Aired in 120 countries and with more than 20 local versions, Sesame Street helps teach pre-schoolers numbers and words using puppets. There is an Indian version called “Galli Galli Sim Sim,” but this is the first time that the main US show will have an Indian American character — and it wasn’t quite planned.

“They were not looking for an Indian character. The casting notices said nothing of ethnicity.
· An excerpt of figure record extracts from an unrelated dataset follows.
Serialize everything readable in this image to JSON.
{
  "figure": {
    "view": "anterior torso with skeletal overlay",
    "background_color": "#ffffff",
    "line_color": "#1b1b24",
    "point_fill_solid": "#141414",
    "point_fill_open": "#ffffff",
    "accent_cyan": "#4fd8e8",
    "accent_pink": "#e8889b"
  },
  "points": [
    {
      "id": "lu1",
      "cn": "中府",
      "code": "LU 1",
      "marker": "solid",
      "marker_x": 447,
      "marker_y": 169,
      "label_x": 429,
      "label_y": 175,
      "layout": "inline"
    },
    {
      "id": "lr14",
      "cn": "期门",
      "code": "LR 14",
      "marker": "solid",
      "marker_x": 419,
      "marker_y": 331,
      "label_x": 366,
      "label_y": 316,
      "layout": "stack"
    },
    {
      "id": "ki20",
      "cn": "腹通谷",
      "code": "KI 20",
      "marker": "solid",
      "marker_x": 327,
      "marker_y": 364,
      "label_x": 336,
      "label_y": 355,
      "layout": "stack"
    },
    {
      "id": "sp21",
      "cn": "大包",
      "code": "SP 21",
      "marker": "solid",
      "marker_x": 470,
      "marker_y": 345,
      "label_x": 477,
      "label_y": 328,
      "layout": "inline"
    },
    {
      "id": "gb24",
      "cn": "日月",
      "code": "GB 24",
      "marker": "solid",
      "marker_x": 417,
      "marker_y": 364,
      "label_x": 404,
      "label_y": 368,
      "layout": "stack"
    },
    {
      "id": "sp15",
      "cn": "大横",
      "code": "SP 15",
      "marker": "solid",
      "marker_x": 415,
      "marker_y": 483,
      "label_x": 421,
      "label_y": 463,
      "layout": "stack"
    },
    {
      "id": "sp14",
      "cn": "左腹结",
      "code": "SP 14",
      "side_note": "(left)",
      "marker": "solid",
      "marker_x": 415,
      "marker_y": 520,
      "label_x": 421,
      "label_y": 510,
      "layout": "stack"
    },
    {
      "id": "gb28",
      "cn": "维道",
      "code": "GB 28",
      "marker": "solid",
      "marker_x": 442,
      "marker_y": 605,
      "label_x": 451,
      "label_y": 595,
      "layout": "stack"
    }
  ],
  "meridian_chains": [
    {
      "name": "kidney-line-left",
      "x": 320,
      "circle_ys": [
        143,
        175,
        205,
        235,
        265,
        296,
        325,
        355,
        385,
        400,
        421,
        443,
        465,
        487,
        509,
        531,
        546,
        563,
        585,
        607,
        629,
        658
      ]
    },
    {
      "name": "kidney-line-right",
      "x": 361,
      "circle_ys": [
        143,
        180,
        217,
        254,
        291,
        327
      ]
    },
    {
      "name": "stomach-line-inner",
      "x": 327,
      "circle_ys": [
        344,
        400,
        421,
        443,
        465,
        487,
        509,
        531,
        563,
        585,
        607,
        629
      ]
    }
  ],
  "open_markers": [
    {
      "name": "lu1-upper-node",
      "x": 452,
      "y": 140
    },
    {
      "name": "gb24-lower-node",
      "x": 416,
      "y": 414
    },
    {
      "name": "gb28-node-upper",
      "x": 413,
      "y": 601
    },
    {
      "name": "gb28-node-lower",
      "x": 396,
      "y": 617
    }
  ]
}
There were probably characteristics they had an eye out for in terms of the energy they wanted to add to the show,” said Vidyasagar who ended up impressing the casting directors enough to script a role for an Indian American on the Street.
Leela is a lively addition to Sesame Street and shares Vidyasagar’s passion for her Indian roots, dancing and the arts. 

A recent graduate of New York University’s Tisch School of the Arts Vidyasagar went straight from filming Sesame Street in the summer to starring in “Cecilia’s Last Tea Party” by Russell Davis which the “New York Times” praised as “a modest but ravishing new piece of theatre.”

She followed this up with a thematically adventurous production of The Flux Theatre Ensemble’s “A Midsummer Night’s Dream” at the West End Theatre. “My life has mostly been in theatre. Sesame Street is a different arena but I have always wanted to do a lot of different things—Shakespeare, television, film—be everywhere. There is no roadmap to acting,” said Vidyasagar.

Making it as a serious actor in the US stage and entertainment industry has always been the longest of career long shots. And there are few roles written for South Asians but Vidyasagar says the “interest in India” has opened more doors to the increasingly small but visible number of Indian actors.

“It is a complete double-edged sword. I had a lot fears about that starting out; it is true there are fewer roles. But there are those directors who are willing to take a little leap of faith if you show them something that intrigues them,” said Vidyasagar.

“For all the South Asian roles that I have played, I have done just as many non-specific South Asian roles. Take Sesame Street for example, they were not even looking for an Indian character. I feel very lucky and not limited by it at all.”

Vidyasagar was 12 when her parents moved to the US from India.